Looking at the doc, it seems to me that the functions share some similarities with those in OpenFST. Will this lib be an improved version of OpenFST?

Thanks!

awni commented 3 years ago

Indeed, the GTN API is definitely inspired by OpenFST. We didn't explicitly design GTN with the goal of replacing OpenFST. OpenFST still has a lot of functionality that GTN does not and is well optimized for many settings which GTN is not (yet).

In settings where it makes sense to use WFSTs at training time, we hope that GTN can be used for inference as well to minimize the "train-test gap". Ideally one could implement the graph operations once and use them at both training and test time without needing to switch codes. So anywhere that OpenFST is currently used where the WFST could be used to some greater advantage at training time, then GTN may be a better option. However, GTN will still be slower for many situations so this is a goal which we haven't achieved yet.

zhwa commented 3 years ago

Thanks @awni !

Sorry I have another silly question: as OpenFST can be used as part of the WFST decoder for a CTC trained network.

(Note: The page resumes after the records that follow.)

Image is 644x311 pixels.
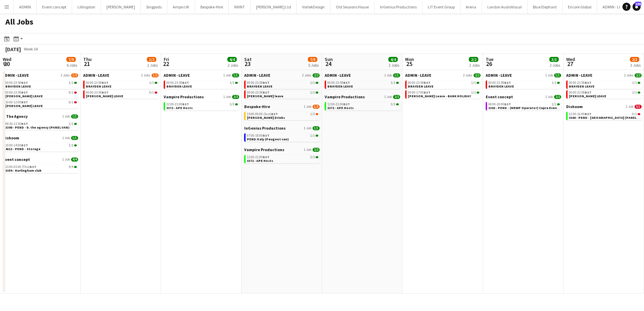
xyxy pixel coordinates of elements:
[21,100,28,105] span: BST
[408,81,479,88] a: 00:00-23:59BST1/1BRAYDEN LEAVE
[147,63,157,68] div: 2 Jobs
[486,94,561,99] a: Event concept1 Job2/2
[166,84,192,89] span: BRAYDEN LEAVE
[638,82,640,84] span: 1/1
[566,73,593,78] span: ADMIN - LEAVE
[563,0,597,14] button: Encore Global
[527,0,563,14] button: Blue Elephant
[271,111,278,116] span: BST
[424,81,431,85] span: BST
[5,101,28,104] span: 10:00-12:00
[5,91,28,94] span: 00:00-23:59
[316,92,319,93] span: 1/1
[86,91,108,94] span: 00:00-23:59
[630,57,639,62] span: 2/3
[5,81,77,88] a: 00:00-23:59BST1/1BRAYDEN LEAVE
[163,56,169,63] span: Fri
[61,73,70,78] span: 3 Jobs
[69,81,73,84] span: 1/1
[244,73,319,104] div: ADMIN - LEAVE2 Jobs2/200:00-23:59BST1/1BRAYDEN LEAVE00:00-23:59BST1/1[PERSON_NAME] leave
[328,84,353,89] span: BRAYDEN LEAVE
[163,73,240,78] a: ADMIN - LEAVE1 Job1/1
[5,147,41,151] span: 4312 - PEND - Storage
[37,0,72,14] button: Event concept
[486,73,512,78] span: ADMIN - LEAVE
[3,157,78,175] div: Event concept1 Job4/423:00-03:00 (Thu)BST4/43354 - Hurlingham club
[482,0,527,14] button: London AudioVisual
[5,100,77,108] a: 10:00-12:00BST0/1[PERSON_NAME] LEAVE
[477,82,479,84] span: 1/1
[5,169,41,172] span: 3354 - Hurlingham club
[5,166,36,169] span: 23:00-03:00 (Thu)
[566,104,642,121] div: Dishoom1 Job0/112:00-16:00BST0/13380 - PEND - [GEOGRAPHIC_DATA] (PANEL VAN)
[3,157,78,162] a: Event concept1 Job4/4
[244,147,284,152] span: Vampire Productions
[166,105,193,110] span: 3372 - APE Hosts
[557,82,560,84] span: 1/1
[5,143,77,151] a: 10:00-14:00BST1/14312 - PEND - Storage
[102,81,108,85] span: BST
[393,95,400,99] span: 3/3
[74,145,77,147] span: 1/1
[328,102,399,110] a: 12:00-21:00BST3/33372 - APE Hosts
[488,102,511,106] span: 08:00-20:00
[244,104,270,109] span: Bespoke-Hire
[166,81,189,84] span: 00:00-23:59
[247,81,319,88] a: 00:00-23:59BST1/1BRAYDEN LEAVE
[247,94,283,99] span: Chris Ames leave
[557,103,560,105] span: 2/2
[149,81,154,84] span: 1/1
[166,102,189,106] span: 12:00-21:00
[86,84,111,89] span: BRAYDEN LEAVE
[566,104,642,109] a: Dishoom1 Job0/1
[5,46,21,53] div: [DATE]
[244,126,319,147] div: InGenius Productions1 Job1/107:00-18:00BST1/1PEND Italy (Peugeot van)
[83,73,159,100] div: ADMIN - LEAVE2 Jobs1/200:00-23:59BST1/1BRAYDEN LEAVE00:00-23:59BST0/1[PERSON_NAME] LEAVE
[545,73,553,78] span: 1 Job
[569,94,606,99] span: Chris Lane LEAVE
[251,0,297,14] button: [PERSON_NAME] Ltd
[3,157,30,162] span: Event concept
[325,73,400,94] div: ADMIN - LEAVE1 Job1/100:00-23:59BST1/1BRAYDEN LEAVE
[486,56,493,63] span: Tue
[488,84,514,89] span: BRAYDEN LEAVE
[325,94,365,99] span: Vampire Productions
[247,115,285,120] span: Lee Leaving Drinks
[313,148,319,152] span: 3/3
[633,3,641,11] a: 108
[325,73,400,78] a: ADMIN - LEAVE1 Job1/1
[310,81,315,84] span: 1/1
[29,165,36,169] span: BST
[182,81,189,85] span: BST
[310,156,315,159] span: 3/3
[488,81,511,84] span: 00:00-23:59
[485,60,493,68] span: 26
[167,0,195,14] button: Ampix UK
[566,73,642,78] a: ADMIN - LEAVE2 Jobs2/2
[163,94,204,99] span: Vampire Productions
[584,90,591,95] span: BST
[163,73,240,94] div: ADMIN - LEAVE1 Job1/100:00-23:59BST1/1BRAYDEN LEAVE
[232,95,240,99] span: 3/3
[166,102,238,110] a: 12:00-21:00BST3/33372 - APE Hosts
[86,94,124,99] span: Chris Lane LEAVE
[331,0,374,14] button: Old Sessions House
[244,104,319,109] a: Bespoke-Hire1 Job1/3
[74,82,77,84] span: 1/1
[230,102,234,106] span: 3/3
[71,157,78,162] span: 4/4
[384,73,392,78] span: 1 Job
[324,60,333,68] span: 24
[569,112,591,116] span: 12:00-16:00
[3,114,78,119] a: B The Agency1 Job1/1
[472,81,476,84] span: 1/1
[151,73,159,78] span: 1/2
[313,105,319,108] span: 1/3
[230,81,234,84] span: 1/1
[3,136,78,140] a: Dishoom1 Job1/1
[247,84,273,89] span: BRAYDEN LEAVE
[71,73,78,78] span: 1/3
[83,73,159,78] a: ADMIN - LEAVE2 Jobs1/2
[244,73,319,78] a: ADMIN - LEAVE2 Jobs2/2
[308,57,317,62] span: 7/9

For example, the EESEN project implemented speech recognizer using this approach. The WFST decoder itself is trained independently with the RNN. With GTN, is it possible that the full system (RNN + WFST) could be optimized in an end to end paradigm?

awni commented 3 years ago

With GTN, is it possible that the full system (RNN + WFST) could be optimized in an end to end paradigm

Yes exactly! This is one of the main points of this library :).